EPL panel evaluates mass protest movements for MLK Jr. Day

Maia Spoto/The Daily Northwestern

DePaul University professor Kaveh Ehsani. Ehsani spoke as part of a panel of five professors at Evanston Public Library Monday afternoon.

Maia Spoto, Assistant City Editor

Honoring Martin Luther King Jr.’s legacy of direct action, Evanston Public Library and Northwestern University’s Center for International and Area Studies partnered to host a panel discussion about protest movements throughout the world Monday evening.

Rising tides of activism and authoritarianism are clashing in one of the largest waves of nonviolent mass movements in world history, said moderator and assistant director of International and Area Studies Danny Postel. In the panel and Q&A, professors from Northwestern, University of Illinois at Chicago and DePaul University examined mass movements in Lebanon, Chile, Hong Kong, India and Iran for an audience of about 150 community members.

Librarian Lorena Neal said she hopes the panel will inspire Evanston residents to consider how their actions affect change in their communities. Neal said Martin Luther King Jr. warned against prioritizing order over justice in his “Letter from Birmingham Jail.”

“The Martin Luther King holiday… (has) often provided an occasion for diluting his radicalism in favor of a more sanitized legacy,” Neal said. “In all of the celebrations … to judge others by the content of their character and not the color of their skin, it’s easy to forget that in 1968, shortly before his death, Martin Luther King had a public disapproval rating of 75 percent in the United States.”

The panel discussed movements that fight for justice across a broad spectrum of socioeconomic issues, from economic corruption and mismanagement to failed democratization and sectarianism. In India, protests have taken a distinctly political shape, DePaul professor Shailja Sharma said.

To understand the movement in countries like India, Sharma said individuals need to understand the protesters’ identities. Broad swaths of the country have formed unlikely coalitions to provide intersectional support for the repressed Muslim minority in India, she said.

“An extremely diverse group of people… in terms of religion, age, background and origin (are protesting),” Sharma said. “This profile has made it very hard for the government to push back, because they don’t know which buttons to push to divide this crew.”

Postel said America plays a role in the unfolding narrative of global activism, as groups have mobilized to support progressive causes in the past decade. He said last weekend’s Women’s March, youth environmental activism and the March for Our Lives were examples of high turnout generating change.

However, audience member Elise Auerbach said she feels American activism often fails to achieve the scale of disruption produced by protests in, for example, Hong Kong and Lebanon. She said while Americans turn out to protest in large numbers, they don’t succeed in actually impacting government officials, so a wide segment of the population remains “complacent.”

“I go out to some of these protests, myself,” Auerbach said. “You march around with the sign, you chant and you go home.”

DePaul University professor Kaveh Ehsani said many protests today are lacking a vision of “utopia” around which to mobilize. He said American protests need to envision an alternative future that challenges the status quo.

A successful protest, Ehsani said, will generate bottom-up solutions instead of asking for people in power to implement incremental, top-down changes.

“We need to think of alternatives collectively,” Ehsani said. “That comes from street protest. It won’t come from Davos (World Economic Forum), or corporate elites or political elites simply discussing it. It has to be built as a grassroots movement.”

Correction: A previous version of this story misstated the title of the Center for International and Area Studies. The Daily regrets the error.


▶ _Task requirements_:
Please copy, exactly as they appear below, the lines from the one containing "has height=640, width=1342." through the one containing "What do you see at coordinates (657, 153)".

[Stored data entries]
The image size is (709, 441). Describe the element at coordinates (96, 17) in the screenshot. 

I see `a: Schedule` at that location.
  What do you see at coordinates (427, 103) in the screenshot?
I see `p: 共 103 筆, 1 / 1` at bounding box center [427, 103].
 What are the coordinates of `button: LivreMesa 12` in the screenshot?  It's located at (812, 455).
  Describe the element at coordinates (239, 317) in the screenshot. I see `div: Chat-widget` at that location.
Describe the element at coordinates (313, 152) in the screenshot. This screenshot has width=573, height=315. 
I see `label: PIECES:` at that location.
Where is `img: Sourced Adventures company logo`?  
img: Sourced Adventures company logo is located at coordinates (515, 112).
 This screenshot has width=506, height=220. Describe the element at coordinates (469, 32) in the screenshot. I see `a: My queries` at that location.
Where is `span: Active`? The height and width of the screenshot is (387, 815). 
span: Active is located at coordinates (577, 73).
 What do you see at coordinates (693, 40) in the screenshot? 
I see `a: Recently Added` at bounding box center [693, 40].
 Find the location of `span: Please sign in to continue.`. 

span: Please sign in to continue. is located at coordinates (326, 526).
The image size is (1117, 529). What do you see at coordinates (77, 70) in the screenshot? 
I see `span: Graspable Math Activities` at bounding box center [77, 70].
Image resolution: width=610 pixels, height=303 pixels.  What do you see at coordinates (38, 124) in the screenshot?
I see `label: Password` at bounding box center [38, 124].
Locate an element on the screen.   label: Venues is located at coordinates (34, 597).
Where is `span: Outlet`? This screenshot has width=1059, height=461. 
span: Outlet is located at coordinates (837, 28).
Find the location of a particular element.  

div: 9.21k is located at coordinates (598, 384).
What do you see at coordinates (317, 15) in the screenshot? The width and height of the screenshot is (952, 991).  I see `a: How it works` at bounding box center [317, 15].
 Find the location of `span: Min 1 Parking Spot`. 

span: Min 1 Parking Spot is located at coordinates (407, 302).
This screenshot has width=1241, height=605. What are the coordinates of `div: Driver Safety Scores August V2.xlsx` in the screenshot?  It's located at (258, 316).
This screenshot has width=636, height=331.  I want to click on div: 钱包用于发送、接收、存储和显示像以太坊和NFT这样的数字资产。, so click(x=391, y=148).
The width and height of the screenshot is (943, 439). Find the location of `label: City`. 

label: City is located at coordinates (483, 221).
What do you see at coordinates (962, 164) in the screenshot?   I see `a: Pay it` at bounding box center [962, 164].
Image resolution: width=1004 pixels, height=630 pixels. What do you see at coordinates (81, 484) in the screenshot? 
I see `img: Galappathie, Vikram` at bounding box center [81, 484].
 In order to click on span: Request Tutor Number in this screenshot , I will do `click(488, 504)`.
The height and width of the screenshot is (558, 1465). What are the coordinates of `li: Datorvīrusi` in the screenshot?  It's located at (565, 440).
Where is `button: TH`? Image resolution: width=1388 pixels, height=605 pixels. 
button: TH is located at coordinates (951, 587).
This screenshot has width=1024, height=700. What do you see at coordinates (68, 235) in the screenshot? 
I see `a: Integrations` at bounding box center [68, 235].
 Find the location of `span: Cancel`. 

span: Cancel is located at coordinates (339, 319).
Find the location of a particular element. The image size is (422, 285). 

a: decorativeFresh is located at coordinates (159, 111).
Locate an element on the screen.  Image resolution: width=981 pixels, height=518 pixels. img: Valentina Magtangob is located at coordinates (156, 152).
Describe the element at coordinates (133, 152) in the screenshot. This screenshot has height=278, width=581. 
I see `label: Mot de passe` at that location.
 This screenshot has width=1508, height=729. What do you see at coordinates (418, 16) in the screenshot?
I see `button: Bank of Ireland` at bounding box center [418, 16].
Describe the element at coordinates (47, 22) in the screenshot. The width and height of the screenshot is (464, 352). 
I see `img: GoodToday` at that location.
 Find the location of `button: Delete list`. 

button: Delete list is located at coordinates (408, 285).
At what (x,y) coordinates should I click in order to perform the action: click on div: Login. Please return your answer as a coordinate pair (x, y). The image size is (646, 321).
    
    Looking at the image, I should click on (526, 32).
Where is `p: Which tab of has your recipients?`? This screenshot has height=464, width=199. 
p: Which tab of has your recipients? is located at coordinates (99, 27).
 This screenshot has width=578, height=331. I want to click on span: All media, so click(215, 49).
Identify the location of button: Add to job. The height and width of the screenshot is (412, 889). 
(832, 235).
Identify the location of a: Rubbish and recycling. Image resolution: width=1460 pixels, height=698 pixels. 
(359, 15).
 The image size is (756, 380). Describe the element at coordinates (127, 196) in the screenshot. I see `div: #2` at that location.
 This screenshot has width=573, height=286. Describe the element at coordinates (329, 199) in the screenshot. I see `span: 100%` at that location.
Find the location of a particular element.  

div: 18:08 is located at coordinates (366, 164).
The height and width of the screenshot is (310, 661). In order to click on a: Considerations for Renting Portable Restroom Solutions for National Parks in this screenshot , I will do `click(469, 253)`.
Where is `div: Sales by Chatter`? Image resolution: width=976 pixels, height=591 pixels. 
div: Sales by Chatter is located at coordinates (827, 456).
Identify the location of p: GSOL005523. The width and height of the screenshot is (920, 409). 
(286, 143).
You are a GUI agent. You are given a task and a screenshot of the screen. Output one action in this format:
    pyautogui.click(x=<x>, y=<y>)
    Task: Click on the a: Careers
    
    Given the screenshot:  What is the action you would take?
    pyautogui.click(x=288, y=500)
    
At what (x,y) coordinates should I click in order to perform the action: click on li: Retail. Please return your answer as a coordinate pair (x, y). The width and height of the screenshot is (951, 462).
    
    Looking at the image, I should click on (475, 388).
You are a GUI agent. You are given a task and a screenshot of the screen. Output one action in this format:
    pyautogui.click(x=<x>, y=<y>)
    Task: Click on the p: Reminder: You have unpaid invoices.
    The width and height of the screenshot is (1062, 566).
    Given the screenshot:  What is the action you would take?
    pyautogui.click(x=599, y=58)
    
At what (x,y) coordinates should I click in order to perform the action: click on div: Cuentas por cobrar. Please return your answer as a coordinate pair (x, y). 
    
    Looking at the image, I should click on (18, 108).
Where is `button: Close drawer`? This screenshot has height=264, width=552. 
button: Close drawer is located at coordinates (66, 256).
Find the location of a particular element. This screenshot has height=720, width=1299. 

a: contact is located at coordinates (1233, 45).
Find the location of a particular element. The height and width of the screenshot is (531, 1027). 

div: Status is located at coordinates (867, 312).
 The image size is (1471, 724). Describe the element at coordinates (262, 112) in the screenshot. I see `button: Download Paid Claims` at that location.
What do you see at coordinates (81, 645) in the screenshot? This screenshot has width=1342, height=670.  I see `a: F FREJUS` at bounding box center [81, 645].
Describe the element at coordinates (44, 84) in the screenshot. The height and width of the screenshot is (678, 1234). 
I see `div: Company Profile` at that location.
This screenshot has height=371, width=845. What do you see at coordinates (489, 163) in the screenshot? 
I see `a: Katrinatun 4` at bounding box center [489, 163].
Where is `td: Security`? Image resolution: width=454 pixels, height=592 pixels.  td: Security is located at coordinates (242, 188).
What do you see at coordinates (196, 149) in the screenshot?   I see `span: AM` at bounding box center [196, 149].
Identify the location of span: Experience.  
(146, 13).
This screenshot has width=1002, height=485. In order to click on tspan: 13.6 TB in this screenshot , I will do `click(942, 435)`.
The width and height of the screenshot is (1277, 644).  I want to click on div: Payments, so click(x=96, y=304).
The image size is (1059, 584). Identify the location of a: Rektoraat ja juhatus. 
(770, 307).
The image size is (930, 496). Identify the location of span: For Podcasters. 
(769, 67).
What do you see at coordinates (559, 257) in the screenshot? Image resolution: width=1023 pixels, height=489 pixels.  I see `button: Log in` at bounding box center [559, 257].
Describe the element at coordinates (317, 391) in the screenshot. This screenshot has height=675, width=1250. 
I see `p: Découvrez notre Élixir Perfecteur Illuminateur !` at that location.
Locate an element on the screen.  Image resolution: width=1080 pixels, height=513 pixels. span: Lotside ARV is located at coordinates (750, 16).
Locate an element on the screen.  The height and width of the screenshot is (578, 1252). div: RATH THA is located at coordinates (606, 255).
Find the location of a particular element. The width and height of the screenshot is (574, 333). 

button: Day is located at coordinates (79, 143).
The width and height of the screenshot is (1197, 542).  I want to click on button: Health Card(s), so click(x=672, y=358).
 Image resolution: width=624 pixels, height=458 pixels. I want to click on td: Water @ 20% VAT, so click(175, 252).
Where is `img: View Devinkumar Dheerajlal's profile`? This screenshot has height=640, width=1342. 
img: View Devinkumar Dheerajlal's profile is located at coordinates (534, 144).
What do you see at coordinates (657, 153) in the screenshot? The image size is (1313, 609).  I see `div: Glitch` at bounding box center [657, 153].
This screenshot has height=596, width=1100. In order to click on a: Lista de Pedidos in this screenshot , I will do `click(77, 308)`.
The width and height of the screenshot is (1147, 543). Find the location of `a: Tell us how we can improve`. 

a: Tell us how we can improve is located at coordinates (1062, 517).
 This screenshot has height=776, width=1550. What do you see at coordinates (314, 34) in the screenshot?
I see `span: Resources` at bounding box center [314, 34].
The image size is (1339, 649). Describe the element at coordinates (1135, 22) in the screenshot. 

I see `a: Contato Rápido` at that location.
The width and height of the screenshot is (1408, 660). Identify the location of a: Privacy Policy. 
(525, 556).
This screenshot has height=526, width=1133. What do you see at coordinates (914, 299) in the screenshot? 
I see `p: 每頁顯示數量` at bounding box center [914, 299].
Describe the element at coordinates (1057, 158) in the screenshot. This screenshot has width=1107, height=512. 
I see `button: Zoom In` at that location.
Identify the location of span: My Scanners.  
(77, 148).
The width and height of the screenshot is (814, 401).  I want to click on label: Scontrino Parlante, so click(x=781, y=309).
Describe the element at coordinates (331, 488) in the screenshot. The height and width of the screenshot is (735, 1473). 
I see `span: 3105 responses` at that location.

▶ _Response to this exercise_:
Where is `img: View Devinkumar Dheerajlal's profile`? This screenshot has height=640, width=1342. 
img: View Devinkumar Dheerajlal's profile is located at coordinates (534, 144).
What do you see at coordinates (657, 153) in the screenshot? The image size is (1313, 609).  I see `div: Glitch` at bounding box center [657, 153].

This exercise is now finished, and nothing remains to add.